China’s development of the world’s first single-pixel 3D imaging camera may soon pose a threat to the stealthiness of the US F-35 joint strike fighter, according to an article in the US-based Chinese-language Duowei News.
Using an emerging technology in which an array of lens-free single-pixel cameras detect backscatter from a projector that shoots known patterns of light at the target, the Shanghai Institute of Optics and Fine Mechanics has produced a prototype camera that can quickly decipher the three-dimensional shape of objects.
The camera appears to have advanced prior art in the area of “ghost imaging” by adding a timed laser pulse to help quickly relate the series of 2D images rendered by the single-pixel cameras into accurate 3D renderings.
“It might seem a bit counter-intuitive to think that more information can be captured from a detector which uses just a single pixel rather than the multi-megapixel detectors found in conventional digital cameras,” said Baoqing Sun of the University of Glasgow’s School of Physics and Astronomy. He was lead author of the first study on the use of single-pixel cameras for 3D-imaging which was published this May in the journal Science.
“However, digital camera sensors have a very limited sensitivity beyond the spectrum of visible light, whereas a single-pixel detector can easily be made to capture information far beyond the visible, reaching wavelengths from X-ray to TeraHertz.
“This means that single-pixel detectors which cost just a few pounds each are now capable of producing images across a far wider spectrum than 3D imaging systems currently on the market which cost tens of thousands of pounds.”
They can also be made far smaller and more portable than earlier 3D technology that uses conventional lensed cameras that detect large numbers of pixels. Combined with its ability to use light from a wide range of the electromagnetic spectrum, single-pixel imaging can be used for applications ranging from improving hospital X-rays to allowing radar systems to make out the shape of sophisticated stealth planes whose radar-signatures are similar to those of small birds.
China’s exploitation of single-pixel camera technology for air defense systems, therefore, poses a threat to the current and future generations of US stealth fighters and bombers whose effectiveness is based on their virtual invisibility to enemy radar on approach. Among them are the B-2 long-range stealth bomber and the F-22 stealth fighter, as well as the F-35 joint strike fighter.
The half trillion dollars that will ultimately be invested in the F-35 project — the costliest defense procurement program in history — will largely be wasted if radar technology can be enhanced to detect the fighters. The first step China has just taken in single-pixel imaging technology dramatically boosts the possibility that by the time the final production versions of the F-35 take to the air in a few years, it may no longer have its “very low observable” rating.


WHAT YOU NEED TO DO → Throughout the listing that follows, find each line with the word "series" and copy it.

THE RECORDS →
*** Begin section ***

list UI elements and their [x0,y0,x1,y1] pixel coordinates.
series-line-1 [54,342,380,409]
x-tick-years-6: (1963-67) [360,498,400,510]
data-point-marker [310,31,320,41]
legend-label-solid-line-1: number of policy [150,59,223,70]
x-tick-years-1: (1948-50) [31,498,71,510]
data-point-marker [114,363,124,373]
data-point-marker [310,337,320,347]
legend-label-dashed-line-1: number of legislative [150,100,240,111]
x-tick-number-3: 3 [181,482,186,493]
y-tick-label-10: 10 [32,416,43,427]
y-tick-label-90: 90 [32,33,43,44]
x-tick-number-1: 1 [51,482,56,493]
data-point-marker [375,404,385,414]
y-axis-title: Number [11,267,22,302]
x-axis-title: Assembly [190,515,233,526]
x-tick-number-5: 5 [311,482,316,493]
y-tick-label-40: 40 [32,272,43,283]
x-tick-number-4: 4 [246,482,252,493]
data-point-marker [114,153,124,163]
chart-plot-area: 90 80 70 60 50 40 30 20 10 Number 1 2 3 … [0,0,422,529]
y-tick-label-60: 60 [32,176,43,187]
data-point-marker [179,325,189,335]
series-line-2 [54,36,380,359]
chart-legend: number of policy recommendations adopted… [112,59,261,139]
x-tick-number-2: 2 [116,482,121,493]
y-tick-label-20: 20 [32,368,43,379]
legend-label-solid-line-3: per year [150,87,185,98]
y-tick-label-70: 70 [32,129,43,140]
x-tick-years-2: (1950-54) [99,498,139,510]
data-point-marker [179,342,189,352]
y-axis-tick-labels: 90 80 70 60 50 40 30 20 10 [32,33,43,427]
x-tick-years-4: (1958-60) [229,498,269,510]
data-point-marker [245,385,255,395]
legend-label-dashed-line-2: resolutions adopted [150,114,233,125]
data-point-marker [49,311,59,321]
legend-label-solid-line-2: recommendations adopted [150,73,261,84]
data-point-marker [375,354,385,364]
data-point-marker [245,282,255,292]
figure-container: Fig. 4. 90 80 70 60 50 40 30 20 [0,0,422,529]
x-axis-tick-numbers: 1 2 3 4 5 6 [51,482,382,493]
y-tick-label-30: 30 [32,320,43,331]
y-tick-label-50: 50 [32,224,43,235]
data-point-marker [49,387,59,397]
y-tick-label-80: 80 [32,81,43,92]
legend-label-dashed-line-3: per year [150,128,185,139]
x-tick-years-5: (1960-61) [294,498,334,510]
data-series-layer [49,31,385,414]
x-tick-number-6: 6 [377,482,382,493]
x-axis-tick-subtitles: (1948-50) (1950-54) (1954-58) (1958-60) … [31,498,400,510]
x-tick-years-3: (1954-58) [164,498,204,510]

*** End section ***

SOLUTION FOR THIS TASK →
series-line-1 [54,342,380,409]
series-line-2 [54,36,380,359]
data-series-layer [49,31,385,414]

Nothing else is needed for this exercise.